Application profile
In the information sciences, an application profile consists of a set of metadata elements, policies, and guidelines defined for a particular application.
The elements may come from one or more element sets, thus allowing a given application to meet its functional requirements by using metadata from several element sets - including locally defined sets. For example, a given application might choose a subset of the Dublin Core that meets its needs, or may include elements from the Dublin Core, another element set, and several locally defined elements, all combined in a single schema. An application profile is not complete without documentation that defines the policies and best practices appropriate to the application. As another example, the legal document standard Akoma Ntoso is universal scope and very flexible, which creates the risk of ambiguous representations. Therefore, when AKN is to be used in a local domain, it can be advisable to reduce the overall flexibility and complexity by specifying a uniform usage of a subset of AKN XML elements for the given use case.
Advantages
- Defines an application-appropriate set of properties in a public and communicable manner. This permits the building of loosely coupled systems that still offer powerful capabilities.
Disadvantages
- Narrow application scope, which may limit a profile's widespread applicability and also limits the likely synergy from re-use of tools from other projects outside that scope.
- Compared to the Dublin Core refinement approach, use of application profiles requires that applications must at least recognise these profiles and their roots. Even if the profile is based simply on Dublin Core, which the application already understands, this is of no use unless the application also recognises that this profile is treatable as Dublin Core.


> [Action item] The required result is the number of lines below that hold the word "Outcome", stated without anything else.
*** Provided material ***
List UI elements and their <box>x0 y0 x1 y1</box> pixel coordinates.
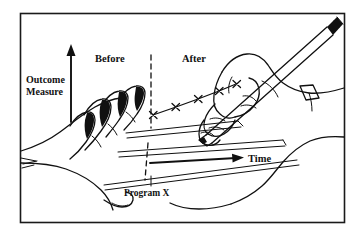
intervention-label: Program X <box>124 188 170 198</box>
y-axis-label-line1: Outcome <box>26 74 65 85</box>
illustration-figure: Outcome Measure Before After Time Progra… <box>0 0 362 236</box>
before-label: Before <box>95 53 125 64</box>
y-axis-label-line2: Measure <box>26 86 64 97</box>
figure-background <box>0 0 362 236</box>
after-label: After <box>182 53 206 64</box>
illustration-canvas: Outcome Measure Before After Time Progra… <box>0 0 362 236</box>
x-axis-label: Time <box>248 153 271 164</box>
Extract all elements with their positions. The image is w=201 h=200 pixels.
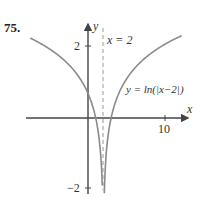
curve-ln-abs: [30, 36, 181, 194]
asymptote-label: x = 2: [106, 33, 132, 47]
x-axis-label: x: [186, 102, 193, 116]
x-tick-label-10: 10: [158, 122, 170, 136]
y-axis-label: y: [92, 19, 99, 33]
function-label: y = ln(|x−2|): [125, 83, 184, 96]
y-tick-label-2: 2: [74, 39, 80, 53]
y-tick-label-neg2: −2: [67, 181, 80, 195]
function-graph: 10 2 −2 x y x = 2 y = ln(|x−2|): [0, 0, 201, 200]
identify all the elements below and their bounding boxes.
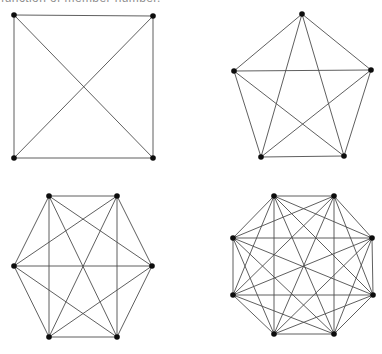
graph-edge: [372, 238, 373, 295]
graph-edge: [274, 196, 373, 295]
graph-node: [11, 155, 17, 161]
graph-node: [150, 13, 156, 19]
complete-graphs-figure: [0, 0, 382, 354]
graph-edge: [334, 295, 373, 334]
graph-node: [258, 154, 264, 160]
graph-edge: [233, 238, 334, 334]
graph-node: [230, 292, 236, 298]
graph-edge: [14, 15, 153, 16]
graph-edge: [334, 238, 372, 334]
graph-node: [46, 334, 52, 340]
graph-edge: [344, 70, 371, 156]
graph-node: [341, 153, 347, 159]
figure-page: function of member number.: [0, 0, 382, 354]
graph-edge: [117, 266, 152, 337]
graph-edge: [261, 70, 371, 157]
graph-node: [150, 155, 156, 161]
graph-edge: [334, 196, 372, 238]
complete-graph-5-members: [231, 11, 374, 160]
complete-graph-6-members: [11, 193, 155, 340]
graph-edge: [233, 196, 274, 295]
graph-edge: [274, 238, 372, 334]
complete-graph-4-members: [11, 12, 156, 161]
graph-node: [114, 334, 120, 340]
graph-edge: [233, 295, 274, 334]
graph-edge: [234, 70, 371, 71]
graph-node: [271, 331, 277, 337]
graph-edge: [14, 266, 117, 337]
complete-graph-8-members: [230, 193, 376, 337]
graph-node: [299, 11, 305, 17]
graph-node: [331, 331, 337, 337]
graph-node: [230, 235, 236, 241]
caption-fragment: function of member number.: [1, 0, 261, 5]
graph-node: [149, 263, 155, 269]
graph-edge: [14, 196, 49, 266]
graph-edge: [234, 71, 261, 157]
graph-edge: [261, 14, 302, 157]
graph-node: [370, 292, 376, 298]
graph-edge: [234, 14, 302, 71]
graph-node: [11, 263, 17, 269]
graph-edge: [274, 196, 372, 238]
caption-text: function of member number.: [1, 0, 261, 5]
graph-edge: [49, 266, 152, 337]
graph-node: [11, 12, 17, 18]
graph-node: [231, 68, 237, 74]
graph-node: [368, 67, 374, 73]
graph-edge: [14, 196, 117, 266]
graph-edge: [261, 156, 344, 157]
graph-node: [271, 193, 277, 199]
graph-edge: [117, 196, 152, 266]
graph-edge: [302, 14, 371, 70]
graph-edge: [302, 14, 344, 156]
graph-edge: [233, 196, 334, 295]
graph-node: [331, 193, 337, 199]
graph-edge: [233, 295, 334, 334]
graph-node: [369, 235, 375, 241]
graph-node: [46, 193, 52, 199]
graph-edge: [14, 266, 49, 337]
graph-node: [114, 193, 120, 199]
graph-edge: [234, 71, 344, 156]
graph-edge: [233, 196, 274, 238]
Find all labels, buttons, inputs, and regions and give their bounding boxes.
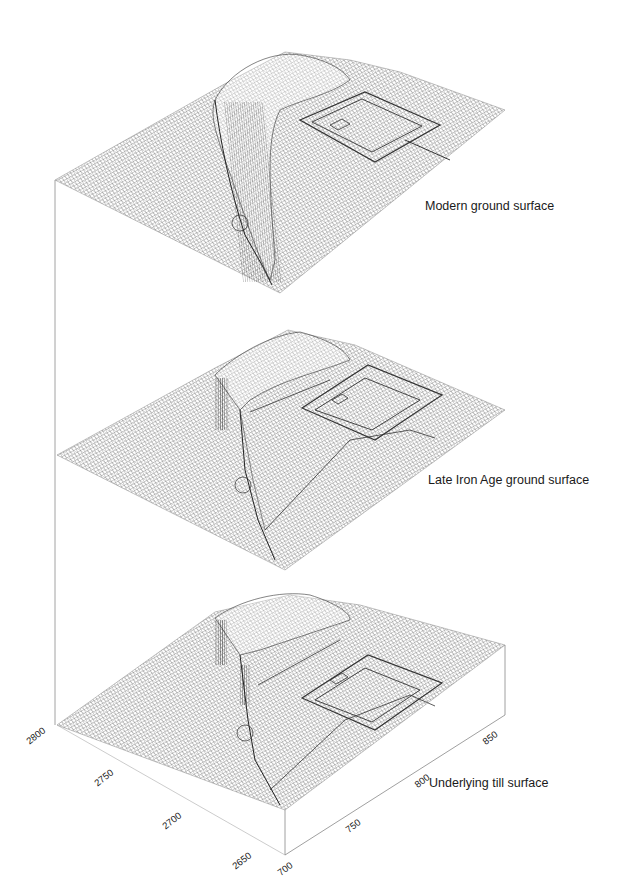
surface-till — [57, 594, 505, 855]
label-modern-ground-surface: Modern ground surface — [425, 199, 554, 213]
label-underlying-till-surface: Underlying till surface — [429, 776, 549, 790]
surface-modern — [55, 52, 505, 293]
terrain-figure — [0, 0, 627, 882]
label-late-iron-age-ground-surface: Late Iron Age ground surface — [428, 473, 589, 487]
surface-late-iron-age — [57, 330, 505, 570]
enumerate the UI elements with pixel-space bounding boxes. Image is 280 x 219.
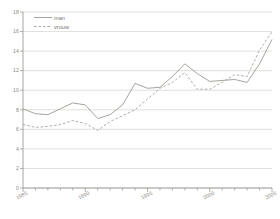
- legend-swatches: [0, 0, 280, 219]
- line-chart: 18161412108642019851990199520002005 man …: [0, 0, 280, 219]
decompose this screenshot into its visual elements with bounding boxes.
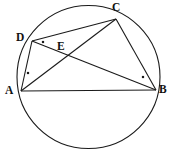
vertex-label-B: B <box>159 84 167 96</box>
geometry-figure: A B C D E <box>0 0 174 156</box>
vertex-label-D: D <box>16 32 24 44</box>
figure-canvas <box>0 0 174 156</box>
angle-mark-dot-at-D <box>42 41 44 43</box>
segment-DC <box>32 19 116 41</box>
vertex-label-A: A <box>5 85 13 97</box>
circumcircle <box>17 6 160 149</box>
segment-CB <box>116 19 156 90</box>
vertex-label-E: E <box>57 41 65 53</box>
angle-mark-dot-at-A <box>27 72 29 74</box>
segment-DB <box>32 41 156 90</box>
vertex-label-C: C <box>112 2 120 14</box>
segment-AB <box>21 90 156 91</box>
angle-mark-dot-at-B <box>142 76 144 78</box>
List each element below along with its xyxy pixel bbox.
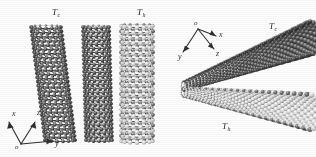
left-panel-graphics (0, 0, 170, 157)
panel-left-side-view: Tc Th (0, 0, 170, 157)
right-panel-graphics (170, 0, 316, 157)
axis-label-origin-left: o (15, 144, 19, 151)
axis-label-y-right: y (178, 53, 182, 61)
nanotube-figure: Tc Th (0, 0, 316, 157)
nanotube-tube-3 (119, 23, 155, 145)
nanotube-tube-1 (29, 24, 77, 143)
nanotube-tube-2 (81, 24, 114, 143)
axes-triad-right (183, 29, 216, 52)
panel-right-perspective-view: Tc Th o x y z (170, 0, 316, 157)
nanotube-bundle-lower (181, 86, 316, 132)
axis-label-z-left: z (37, 109, 40, 117)
axis-label-z-right: z (216, 50, 219, 58)
axis-label-y-left: y (55, 140, 59, 148)
axis-label-x-right: x (219, 31, 223, 39)
axis-label-x-left: x (12, 110, 16, 118)
axis-label-origin-right: o (194, 20, 198, 27)
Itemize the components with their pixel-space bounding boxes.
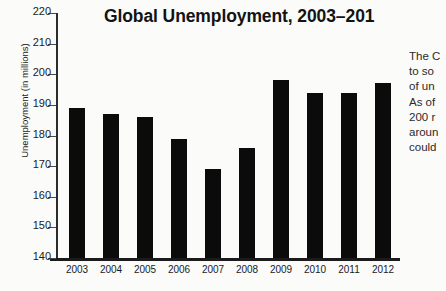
x-tick-label: 2012 [366, 264, 400, 275]
bar-2007 [205, 169, 221, 258]
bar-slot [332, 13, 366, 258]
x-tick-label: 2008 [230, 264, 264, 275]
y-axis-label: Unemployment (in millions) [19, 21, 30, 181]
y-tick-label: 180 [33, 128, 51, 140]
side-note-line: aroun [409, 125, 446, 140]
y-tick-label: 200 [33, 66, 51, 78]
bar-2011 [341, 93, 357, 258]
plot-area: 220210200190180170160150140 200320042005… [56, 13, 400, 258]
bar-slot [230, 13, 264, 258]
bar-slot [196, 13, 230, 258]
side-note-line: could [409, 140, 446, 155]
x-tick-label: 2011 [332, 264, 366, 275]
y-tick-label: 150 [33, 219, 51, 231]
side-note-line: The C [409, 49, 446, 64]
x-tick-label: 2009 [264, 264, 298, 275]
bar-slot [366, 13, 400, 258]
bar-slot [162, 13, 196, 258]
x-tick-label: 2003 [60, 264, 94, 275]
x-tick-label: 2005 [128, 264, 162, 275]
bar-2005 [137, 117, 153, 258]
x-tick-label: 2004 [94, 264, 128, 275]
bar-slot [264, 13, 298, 258]
bar-2008 [239, 148, 255, 258]
y-tick-label: 160 [33, 189, 51, 201]
bar-2004 [103, 114, 119, 258]
bar-2012 [375, 83, 391, 258]
bar-2003 [69, 108, 85, 258]
bar-series [56, 13, 400, 258]
y-tick-label: 220 [33, 5, 51, 17]
side-note-line: of un [409, 79, 446, 94]
bar-slot [128, 13, 162, 258]
x-axis-line [50, 258, 400, 261]
side-note-line: As of [409, 95, 446, 110]
side-note-text: The Cto soof unAs of200 rarouncould [409, 49, 446, 155]
y-tick-label: 190 [33, 97, 51, 109]
y-tick: 140 [56, 258, 57, 259]
x-tick-label: 2006 [162, 264, 196, 275]
x-tick-label: 2007 [196, 264, 230, 275]
y-tick-label: 170 [33, 158, 51, 170]
bar-slot [94, 13, 128, 258]
y-tick-label: 210 [33, 36, 51, 48]
side-note-line: to so [409, 64, 446, 79]
bar-slot [298, 13, 332, 258]
chart-figure: Global Unemployment, 2003–201 Unemployme… [0, 0, 446, 291]
bar-slot [60, 13, 94, 258]
y-tick-label: 140 [33, 250, 51, 262]
side-note-line: 200 r [409, 110, 446, 125]
bar-2006 [171, 139, 187, 258]
bar-2010 [307, 93, 323, 258]
bar-2009 [273, 80, 289, 258]
x-tick-label: 2010 [298, 264, 332, 275]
*** End of Provided material ***
> [Response area] 3